(v. t.) To stop; to check or hinder the motion or action of; as, to arrest the current of a river; to arrest the senses.
(v. t.) To take, seize, or apprehend by authority of law; as, to arrest one for debt, or for a crime.
(v. t.) To seize on and fix; to hold; to catch; as, to arrest the eyes or attention.
(v. t.) To rest or fasten; to fix; to concentrate.
(v. i.) To tarry; to rest.
(v. t.) The act of stopping, or restraining from further motion, etc.; stoppage; hindrance; restraint; as, an arrest of development.
(v. t.) The taking or apprehending of a person by authority of law; legal restraint; custody. Also, a decree, mandate, or warrant.
(v. t.) Any seizure by power, physical or moral.
(v. t.) A scurfiness of the back part of the hind leg of a horse; -- also named rat-tails.
Example Sentences:
(1) It is followed by rapid neurobehavioral deterioration in late infancy or early childhood, a developmental arrest, plateauing, and then either a course of retarded development or continued deterioration.

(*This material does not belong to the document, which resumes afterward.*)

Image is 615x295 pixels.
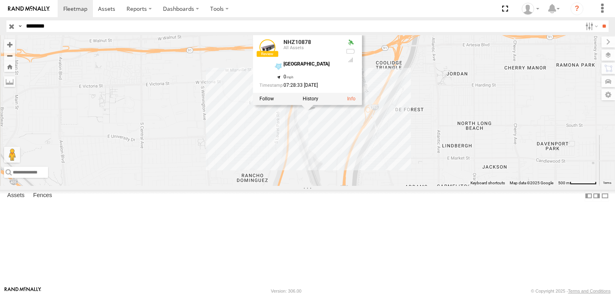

(2) Classical treatment combining artificial delivery or uterine manual evacuation-oxytocics led to the arrest of bleeding in 73 cases.
(3) In the 153 women to whom iron supplements were given during pregnancy, the initial fall in haemoglobin concentration was less, was arrested by 28 weeks gestation and then rose to a level equivalent to the booking level.
(4) The differences might be due to an arrest of "specialization" in the regional expression of the different MHC isoforms.
(5) Diphenoxylate-induced hypoxia was the major problem and was associated with slow or fast respirations, hypotonia or rigidity, cardiac arrest, and in 3 cases cerebral edema and death.
(6) The results indicated that the role of contact inhibition phenomena in arresting cellular proliferation was diminished in perfusion system environments.
(7) Eighty people, including the outspoken journalist Pravit Rojanaphruk from the Nation newspaper and the former education minister Chaturon Chaisaeng, who was publicly arrested on Tuesday, remain in detention.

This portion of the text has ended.